The Study
Dapagliflozin attenuates post-infarction fibrosis via cardiomyocyte protection and fibroblast inhibition.
This study looked at rats and lab-grown heart cells, not people. It saw that a medicine called dapagliflozin seemed to help the heart cells and scar tissue behave better — but we don’t know if it would do the same in humans.
Analysis score
Maximum 72 for a cohort study.
Where the score came from
A medicine called dapagliflozin, used for diabetes, was tested in rats with heart attacks. It helped their hearts work better and live longer by calming down scar-making cells and protecting heart muscle cells from stress.
Where does this study sit?
Systematic Reviews & Meta-analyses
Max 100Randomized Trials
Max 90Cohort Studies
Max 72Case-Control
Max 58Cross-Sectional
Max 44Case Reports & Series
Max 30Expert Opinion
Max 56 / 100
Quality score
Groups of people are followed over time to see who develops an outcome. Strong for identifying risk factors and associations, but cannot prove causation as firmly as RCTs.
Key takeaways
Summary
Based on the study abstract and findings.
- 1The results suggest this drug might help human hearts recover after heart attacks, but it hasn't been tested in people yet.
- 2In rats: survival improved, heart function got better, scar proteins went down, stress chemicals dropped, and inflammation decreased.
Score breakdown, methodology, conflicts of interest, evidence analysis & raw study data
Publication
Journal
Life sciences
Year
2025
Authors
Min Xu, Yanjing Feng, Xin Xing, Miao Yuan, Guantong Fang, Botao Wu, Linwan Zhang, Dengfeng Gao
Not medical advice. For informational purposes only. Always consult a qualified healthcare professional before making health decisions.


# [Exercise requirements]
What appears in the data must be reproduced exactly.

# [Stored data]
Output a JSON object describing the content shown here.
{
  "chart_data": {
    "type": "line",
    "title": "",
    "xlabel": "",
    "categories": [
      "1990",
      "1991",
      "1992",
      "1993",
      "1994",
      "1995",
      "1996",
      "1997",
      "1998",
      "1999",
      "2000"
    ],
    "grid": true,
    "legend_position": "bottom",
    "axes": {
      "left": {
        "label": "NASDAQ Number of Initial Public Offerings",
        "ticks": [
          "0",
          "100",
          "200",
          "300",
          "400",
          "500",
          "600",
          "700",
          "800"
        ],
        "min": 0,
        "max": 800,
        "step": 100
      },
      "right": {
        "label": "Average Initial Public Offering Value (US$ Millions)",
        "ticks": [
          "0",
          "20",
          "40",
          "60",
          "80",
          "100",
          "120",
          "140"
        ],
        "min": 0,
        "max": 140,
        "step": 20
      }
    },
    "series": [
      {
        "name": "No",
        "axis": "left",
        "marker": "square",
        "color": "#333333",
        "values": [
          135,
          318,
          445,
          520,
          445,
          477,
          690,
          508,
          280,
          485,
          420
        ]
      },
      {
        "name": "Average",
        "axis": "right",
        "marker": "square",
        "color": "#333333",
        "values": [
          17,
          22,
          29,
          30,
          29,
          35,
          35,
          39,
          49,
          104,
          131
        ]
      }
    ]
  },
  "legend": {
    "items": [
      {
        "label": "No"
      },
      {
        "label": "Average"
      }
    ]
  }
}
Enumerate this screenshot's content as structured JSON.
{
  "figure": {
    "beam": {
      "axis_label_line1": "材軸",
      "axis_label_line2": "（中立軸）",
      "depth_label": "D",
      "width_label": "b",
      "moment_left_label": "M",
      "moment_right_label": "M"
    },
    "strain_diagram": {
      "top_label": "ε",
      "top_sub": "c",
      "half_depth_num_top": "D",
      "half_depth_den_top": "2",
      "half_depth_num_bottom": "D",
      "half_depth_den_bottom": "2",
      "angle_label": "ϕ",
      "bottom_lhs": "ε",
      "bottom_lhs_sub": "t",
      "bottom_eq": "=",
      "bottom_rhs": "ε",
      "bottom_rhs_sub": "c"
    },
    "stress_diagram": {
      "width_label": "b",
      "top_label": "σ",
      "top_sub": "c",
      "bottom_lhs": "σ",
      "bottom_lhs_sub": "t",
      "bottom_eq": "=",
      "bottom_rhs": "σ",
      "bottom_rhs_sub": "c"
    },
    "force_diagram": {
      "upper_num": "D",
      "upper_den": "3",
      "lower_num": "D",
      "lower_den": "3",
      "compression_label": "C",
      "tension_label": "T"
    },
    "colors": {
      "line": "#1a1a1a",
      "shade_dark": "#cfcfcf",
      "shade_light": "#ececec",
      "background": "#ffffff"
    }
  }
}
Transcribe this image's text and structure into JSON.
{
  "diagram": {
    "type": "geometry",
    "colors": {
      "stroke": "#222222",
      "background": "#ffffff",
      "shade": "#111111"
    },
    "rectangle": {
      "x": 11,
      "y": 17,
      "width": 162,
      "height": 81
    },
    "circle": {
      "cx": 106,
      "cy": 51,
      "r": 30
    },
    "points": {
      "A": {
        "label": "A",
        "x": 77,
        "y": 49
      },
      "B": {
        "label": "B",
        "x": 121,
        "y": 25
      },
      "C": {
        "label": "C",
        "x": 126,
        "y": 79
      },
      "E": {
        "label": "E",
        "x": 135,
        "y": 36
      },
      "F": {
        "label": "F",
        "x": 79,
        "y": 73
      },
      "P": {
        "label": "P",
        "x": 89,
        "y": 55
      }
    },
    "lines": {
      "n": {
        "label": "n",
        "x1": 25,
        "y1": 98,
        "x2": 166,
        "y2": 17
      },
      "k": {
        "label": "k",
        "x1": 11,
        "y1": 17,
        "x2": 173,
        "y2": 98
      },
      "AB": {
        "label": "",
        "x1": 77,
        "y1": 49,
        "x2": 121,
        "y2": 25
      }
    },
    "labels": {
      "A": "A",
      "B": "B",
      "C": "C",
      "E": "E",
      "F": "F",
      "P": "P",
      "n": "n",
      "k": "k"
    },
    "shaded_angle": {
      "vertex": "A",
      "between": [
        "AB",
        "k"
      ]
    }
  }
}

# [Result of this task]
Output a JSON object describing the content shown here.
{
  "chart_data": {
    "type": "line",
    "title": "",
    "xlabel": "",
    "categories": [
      "1990",
      "1991",
      "1992",
      "1993",
      "1994",
      "1995",
      "1996",
      "1997",
      "1998",
      "1999",
      "2000"
    ],
    "grid": true,
    "legend_position": "bottom",
    "axes": {
      "left": {
        "label": "NASDAQ Number of Initial Public Offerings",
        "ticks": [
          "0",
          "100",
          "200",
          "300",
          "400",
          "500",
          "600",
          "700",
          "800"
        ],
        "min": 0,
        "max": 800,
        "step": 100
      },
      "right": {
        "label": "Average Initial Public Offering Value (US$ Millions)",
        "ticks": [
          "0",
          "20",
          "40",
          "60",
          "80",
          "100",
          "120",
          "140"
        ],
        "min": 0,
        "max": 140,
        "step": 20
      }
    },
    "series": [
      {
        "name": "No",
        "axis": "left",
        "marker": "square",
        "color": "#333333",
        "values": [
          135,
          318,
          445,
          520,
          445,
          477,
          690,
          508,
          280,
          485,
          420
        ]
      },
      {
        "name": "Average",
        "axis": "right",
        "marker": "square",
        "color": "#333333",
        "values": [
          17,
          22,
          29,
          30,
          29,
          35,
          35,
          39,
          49,
          104,
          131
        ]
      }
    ]
  },
  "legend": {
    "items": [
      {
        "label": "No"
      },
      {
        "label": "Average"
      }
    ]
  }
}
Enumerate this screenshot's content as structured JSON.
{
  "figure": {
    "beam": {
      "axis_label_line1": "材軸",
      "axis_label_line2": "（中立軸）",
      "depth_label": "D",
      "width_label": "b",
      "moment_left_label": "M",
      "moment_right_label": "M"
    },
    "strain_diagram": {
      "top_label": "ε",
      "top_sub": "c",
      "half_depth_num_top": "D",
      "half_depth_den_top": "2",
      "half_depth_num_bottom": "D",
      "half_depth_den_bottom": "2",
      "angle_label": "ϕ",
      "bottom_lhs": "ε",
      "bottom_lhs_sub": "t",
      "bottom_eq": "=",
      "bottom_rhs": "ε",
      "bottom_rhs_sub": "c"
    },
    "stress_diagram": {
      "width_label": "b",
      "top_label": "σ",
      "top_sub": "c",
      "bottom_lhs": "σ",
      "bottom_lhs_sub": "t",
      "bottom_eq": "=",
      "bottom_rhs": "σ",
      "bottom_rhs_sub": "c"
    },
    "force_diagram": {
      "upper_num": "D",
      "upper_den": "3",
      "lower_num": "D",
      "lower_den": "3",
      "compression_label": "C",
      "tension_label": "T"
    },
    "colors": {
      "line": "#1a1a1a",
      "shade_dark": "#cfcfcf",
      "shade_light": "#ececec",
      "background": "#ffffff"
    }
  }
}
Transcribe this image's text and structure into JSON.
{
  "diagram": {
    "type": "geometry",
    "colors": {
      "stroke": "#222222",
      "background": "#ffffff",
      "shade": "#111111"
    },
    "rectangle": {
      "x": 11,
      "y": 17,
      "width": 162,
      "height": 81
    },
    "circle": {
      "cx": 106,
      "cy": 51,
      "r": 30
    },
    "points": {
      "A": {
        "label": "A",
        "x": 77,
        "y": 49
      },
      "B": {
        "label": "B",
        "x": 121,
        "y": 25
      },
      "C": {
        "label": "C",
        "x": 126,
        "y": 79
      },
      "E": {
        "label": "E",
        "x": 135,
        "y": 36
      },
      "F": {
        "label": "F",
        "x": 79,
        "y": 73
      },
      "P": {
        "label": "P",
        "x": 89,
        "y": 55
      }
    },
    "lines": {
      "n": {
        "label": "n",
        "x1": 25,
        "y1": 98,
        "x2": 166,
        "y2": 17
      },
      "k": {
        "label": "k",
        "x1": 11,
        "y1": 17,
        "x2": 173,
        "y2": 98
      },
      "AB": {
        "label": "",
        "x1": 77,
        "y1": 49,
        "x2": 121,
        "y2": 25
      }
    },
    "labels": {
      "A": "A",
      "B": "B",
      "C": "C",
      "E": "E",
      "F": "F",
      "P": "P",
      "n": "n",
      "k": "k"
    },
    "shaded_angle": {
      "vertex": "A",
      "between": [
        "AB",
        "k"
      ]
    }
  }
}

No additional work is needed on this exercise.